Best for: Museums, couples, a calmer base
Schwabing
££ mid-rangeLeafy, well-heeled neighbourhood bordering the English Garden, with the Chinesischer Turm beer garden and Leopoldstrasse's cafés on your doorstep. It's a 10-minute U-Bahn ride from the Altstadt, so better for a slower trip than a one-night sprint.
Best for: Beer gardens, the English Garden, slower stays
Airport to city centre
| Option | Time | Cost | Book ahead? |
|---|---|---|---|
| S1 or S8 S-Bahn to Marienplatz / Hauptbahnhof | ~40-45 min | about €14.30 single, or use a day ticket | Cheapest; runs every ~10-20 min |
| Lufthansa Express Bus to the Hauptbahnhof | ~45 min | about €13 single | Useful with luggage, no changes |
| Taxi to the centre | ~35-45 min | usually €60-€80 | Best for late arrivals or groups |
| Pre-booked private transfer | ~40 min | from about €70 per car | Door-to-door, fixed price |
When to go
Sweet spot: May to September is the sweet spot for Munich: warm enough for the beer gardens and the English Garden, long evenings, and easy day trips to the castle and the Alps.
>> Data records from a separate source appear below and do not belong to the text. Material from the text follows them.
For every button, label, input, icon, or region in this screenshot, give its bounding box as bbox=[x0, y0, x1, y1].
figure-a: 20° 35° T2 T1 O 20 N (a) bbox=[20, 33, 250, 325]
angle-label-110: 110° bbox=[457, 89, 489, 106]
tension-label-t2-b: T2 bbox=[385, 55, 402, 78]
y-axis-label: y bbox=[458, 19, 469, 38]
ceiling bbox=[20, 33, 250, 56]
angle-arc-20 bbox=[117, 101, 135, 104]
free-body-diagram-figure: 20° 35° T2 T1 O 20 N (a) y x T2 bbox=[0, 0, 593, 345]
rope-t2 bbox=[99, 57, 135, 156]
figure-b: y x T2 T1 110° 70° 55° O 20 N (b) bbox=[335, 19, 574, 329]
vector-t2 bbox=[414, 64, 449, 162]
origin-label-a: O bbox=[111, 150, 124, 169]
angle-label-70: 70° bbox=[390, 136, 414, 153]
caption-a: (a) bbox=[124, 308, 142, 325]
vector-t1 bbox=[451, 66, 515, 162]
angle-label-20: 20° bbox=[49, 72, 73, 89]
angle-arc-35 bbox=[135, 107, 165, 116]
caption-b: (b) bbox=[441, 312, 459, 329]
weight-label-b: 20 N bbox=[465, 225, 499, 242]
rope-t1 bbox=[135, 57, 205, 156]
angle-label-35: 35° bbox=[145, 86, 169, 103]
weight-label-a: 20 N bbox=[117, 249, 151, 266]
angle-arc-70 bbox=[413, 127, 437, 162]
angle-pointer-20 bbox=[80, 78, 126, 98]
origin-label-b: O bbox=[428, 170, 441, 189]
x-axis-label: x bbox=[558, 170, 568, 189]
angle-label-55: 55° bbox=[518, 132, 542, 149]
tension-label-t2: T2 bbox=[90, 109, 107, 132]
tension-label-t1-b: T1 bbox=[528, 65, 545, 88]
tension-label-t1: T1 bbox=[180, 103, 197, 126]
May–June and early September give the best balance of weather, crowds and price, before the Oktoberfest fortnight and the July-August peak push hotels up.
Munich has two clear peaks. Oktoberfest, roughly mid-September to the first Sunday in October on the Theresienwiese, is when the city is fullest and dearest — beds book out months ahead and rates double, so plan around it either way. The other peak is the four weeks of Christmas markets to 23 December, when the Marienplatz Christkindlmarkt and the cold draw the crowds; pack for it. January to March is cheapest and quietest — cold and often grey, but good for the Pinakothek galleries and the Residenz, and the closest the Alps get for a ski day trip.
What it costs
UK return flights to Munich (MUC) run from about £40-£90 off-peak on easyJet, Ryanair or Lufthansa booked ahead, £120-£200 in the school holidays, and they spike for the two Oktoberfest weeks in late September. Direct routes leave from London, Manchester, Birmingham, Edinburgh and Bristol; the short hop is ~1h50 from London.
Daily budget per person
All euro figures use £1 ≈ €1.16 (June 2026). Munich is the priciest German city for beds and beer-hall meals — budget a little more than Berlin. The fastest way to overspend is booking over the Oktoberfest fortnight, when hotel rates roughly double; come in May–June or September outside those two weeks for the same weather at half the room rate.